Via Martin G:
« A: 1,114 | Main | Characters Discussed in My London Chapter Whose Names, in Aggregrate, Infantilize Me »
TrackBack URL for this entry:
http://www.typepad.com/services/trackback/6a00d8341c2df453ef00e5529adaf48834
Listed below are links to weblogs that reference Wordsworth's "I Wandered Lonely As A Cloud," as Performed by a Giant Rapping Squirrel with a Cockney Accent:
You can follow this conversation by subscribing to the comment feed for this post.
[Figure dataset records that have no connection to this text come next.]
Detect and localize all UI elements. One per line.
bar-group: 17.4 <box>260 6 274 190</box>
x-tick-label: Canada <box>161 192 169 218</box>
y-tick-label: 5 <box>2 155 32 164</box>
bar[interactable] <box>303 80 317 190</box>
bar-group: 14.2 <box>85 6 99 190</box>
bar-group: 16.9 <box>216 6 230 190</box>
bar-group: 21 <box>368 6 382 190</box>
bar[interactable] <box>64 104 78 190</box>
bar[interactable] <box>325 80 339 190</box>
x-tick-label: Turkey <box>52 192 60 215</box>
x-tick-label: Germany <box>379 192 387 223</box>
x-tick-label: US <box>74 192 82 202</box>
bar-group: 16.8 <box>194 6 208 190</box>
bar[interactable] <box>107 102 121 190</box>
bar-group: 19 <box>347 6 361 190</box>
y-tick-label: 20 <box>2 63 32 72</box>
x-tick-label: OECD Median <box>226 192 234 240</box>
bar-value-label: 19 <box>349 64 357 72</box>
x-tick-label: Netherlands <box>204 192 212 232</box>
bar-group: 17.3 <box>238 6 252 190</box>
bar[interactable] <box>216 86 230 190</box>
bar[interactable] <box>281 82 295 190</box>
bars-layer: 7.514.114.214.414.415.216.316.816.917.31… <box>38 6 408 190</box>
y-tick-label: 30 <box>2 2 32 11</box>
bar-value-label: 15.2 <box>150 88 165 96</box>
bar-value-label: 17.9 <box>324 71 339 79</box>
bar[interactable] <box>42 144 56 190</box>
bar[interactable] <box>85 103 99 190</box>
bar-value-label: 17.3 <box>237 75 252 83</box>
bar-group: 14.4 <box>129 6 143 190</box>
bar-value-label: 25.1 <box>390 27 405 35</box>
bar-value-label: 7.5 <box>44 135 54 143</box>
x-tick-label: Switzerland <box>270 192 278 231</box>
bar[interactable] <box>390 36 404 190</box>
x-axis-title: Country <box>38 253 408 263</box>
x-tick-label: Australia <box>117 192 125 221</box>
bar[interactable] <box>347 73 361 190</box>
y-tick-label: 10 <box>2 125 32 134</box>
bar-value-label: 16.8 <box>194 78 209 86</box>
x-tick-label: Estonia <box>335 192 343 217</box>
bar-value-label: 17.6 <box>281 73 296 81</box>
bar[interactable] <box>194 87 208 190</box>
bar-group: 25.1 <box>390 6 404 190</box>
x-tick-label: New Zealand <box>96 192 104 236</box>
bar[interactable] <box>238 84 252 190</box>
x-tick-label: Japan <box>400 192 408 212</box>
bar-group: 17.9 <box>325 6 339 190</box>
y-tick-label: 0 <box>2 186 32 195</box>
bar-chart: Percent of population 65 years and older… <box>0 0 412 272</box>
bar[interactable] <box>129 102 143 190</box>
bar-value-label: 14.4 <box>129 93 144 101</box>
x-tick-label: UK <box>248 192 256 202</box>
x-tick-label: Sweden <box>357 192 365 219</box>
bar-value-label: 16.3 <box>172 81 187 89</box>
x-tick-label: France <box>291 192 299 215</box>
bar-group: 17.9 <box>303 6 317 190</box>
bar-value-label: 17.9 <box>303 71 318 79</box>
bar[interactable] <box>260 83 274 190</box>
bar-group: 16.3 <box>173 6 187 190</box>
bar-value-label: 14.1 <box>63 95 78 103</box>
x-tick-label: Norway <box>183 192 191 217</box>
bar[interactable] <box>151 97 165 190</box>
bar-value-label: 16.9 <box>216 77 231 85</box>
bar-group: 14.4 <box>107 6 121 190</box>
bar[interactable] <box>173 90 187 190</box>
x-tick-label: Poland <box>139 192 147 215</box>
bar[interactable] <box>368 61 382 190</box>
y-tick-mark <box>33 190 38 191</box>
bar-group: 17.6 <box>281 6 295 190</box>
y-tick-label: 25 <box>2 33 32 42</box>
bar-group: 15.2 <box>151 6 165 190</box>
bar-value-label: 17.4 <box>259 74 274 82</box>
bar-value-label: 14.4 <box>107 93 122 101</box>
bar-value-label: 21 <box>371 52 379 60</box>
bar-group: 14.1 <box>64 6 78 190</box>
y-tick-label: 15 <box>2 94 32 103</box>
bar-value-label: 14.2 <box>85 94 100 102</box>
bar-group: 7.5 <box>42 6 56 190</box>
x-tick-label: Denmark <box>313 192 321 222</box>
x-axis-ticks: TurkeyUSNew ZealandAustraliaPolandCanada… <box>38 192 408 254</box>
This is only a preview. Your comment has not yet been posted.
As a final step before posting your comment, enter the letters and numbers you see in the image below. This prevents automated programs from posting comments.
Having trouble reading this image? View an alternate.
That? Was awesome.
Posted by: Ancrene Wiseass | Tuesday, 27 May 2008 at 01:12 PM
That? Was awesome.
Posted by: Ancrene Wiseass | Tuesday, 27 May 2008 at 01:12 PM
Ha! I used that as a teaching aid in both my fall & winter E28A classes. Apparently it was actually produced by England's lake district to promote tourism for the 200th anniversary of Lyrical Ballads. I also showed MC Lars' "Mr. Raven": "Who's that? / Who's that rapping? / Who's that rapping at my kitchen door? / Mister / Mister Raven / All up in my grill like 'Nevermore'!"
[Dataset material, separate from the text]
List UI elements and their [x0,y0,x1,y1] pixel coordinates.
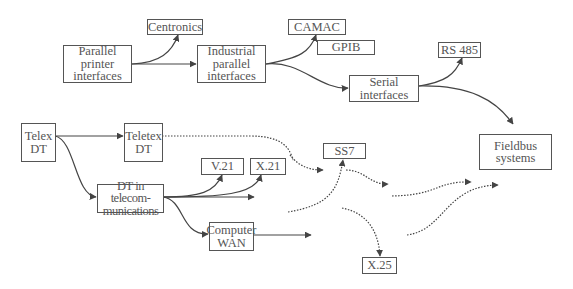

Posted by: uncomplicatedly | Tuesday, 27 May 2008 at 01:38 PM
That's not a Cockney accent. Black British, that's what it is.
Interestingly, the rapping squirrel in question appears to be Tufty, the erstwhile road-safety squirrel:
http://news.bbc.co.uk/1/hi/magazine/4690166.stm
Did he fall on hard times and turn to tourist-based hiphop to make ends meet?
Posted by: Roderick Glossop | Tuesday, 27 May 2008 at 03:50 PM
What up Wordsworth my dog!?!?!
(thumps chest twice with fist) Respect.
Posted by: Sisyphus | Tuesday, 27 May 2008 at 06:08 PM
Roderick, I have it on good authority, from an actual Londoner, that the accent's East London. Or maybe I'm wrong with associating that accent with Cockney, but I always have ... have I always been wrong!?!
Posted by: SEK | Tuesday, 27 May 2008 at 08:00 PM
There are many types of London accent. The accent of the rapper Dizzee Rascal (who is from east London), for example, is very similar to that of our squirrel friend, but it is not a Cockney accent.
Posted by: Roderick Glossop | Wednesday, 28 May 2008 at 12:45 AM
Here's a quick compare-and-contrast for you.
Ray Winstone has an almost self-parodic Cockney accent:
http://www.youtube.com/watch?v=vP4f95AK8L4&feature=related
Whereas Mr Rascal, here, speaks with a quite distinct Black British accent. Notice how differently Billy Bragg speaks when he interrupts:
http://www.youtube.com/watch?v=UFaUBpIpo2c
Posted by: Roderick Glossop | Wednesday, 28 May 2008 at 01:28 AM
Well that was different.
Posted by: Jack | Wednesday, 28 May 2008 at 08:34 AM
That was actually quite skillful, as a parody. Whoever wrote for the squirrel inserted whole lines between lines of original Wordsworth, and added syllables to lines, often to put in a hip-hop style internal rhyme. Add the mood of the poem is changed from passive to active whenever possible. For instance, the squirrel's last two lines:
My heart fills up, until the pleasure is spilled
Yeah, I'm taken back to dancing with the daffodils.
vs. Wordsworth's
And then my heart with pleasure fills,
And dances with the daffodils.
Wordsworth has daffodils dancing, twice, and then waves, and then his heart dances, but the squirrel actually danced with them and thinks back to that memory. Advantage: squirrel. Also the retina / ekcetera rhyme is brilliant.
Posted by: Rich Puchalsky | Wednesday, 28 May 2008 at 01:51 PM
It might be London, but I didn't say it was cockney.
I find the Black British label a little misleading, because if you're in say...Leytonstone, almost everyone has that accent, and it's also prominent amongst British Asians. Although the trend runs vaguely along class and white/non-white boundaries, it's not exclusively so. I've met private school kids who have tried to make themselves "cool" and "hip" by adopting the accent. I, on the other hand, was rejected by my own ethnic group in school for having a "white-man's accent."
Cockney is in decline in London, and you have to go East towards the suburban hell-hole of Essex to find significant numbers of people who speak it.
This is all based on my own anecdotal experience, not any solid quantitative data as such.
Posted by: Naadir Jeewa | Wednesday, 28 May 2008 at 03:47 PM
The Cockney thing is, obviously, my fault. Naadir said "East London Estuary," I thought "Cockney!" Don't know why I have those two connected.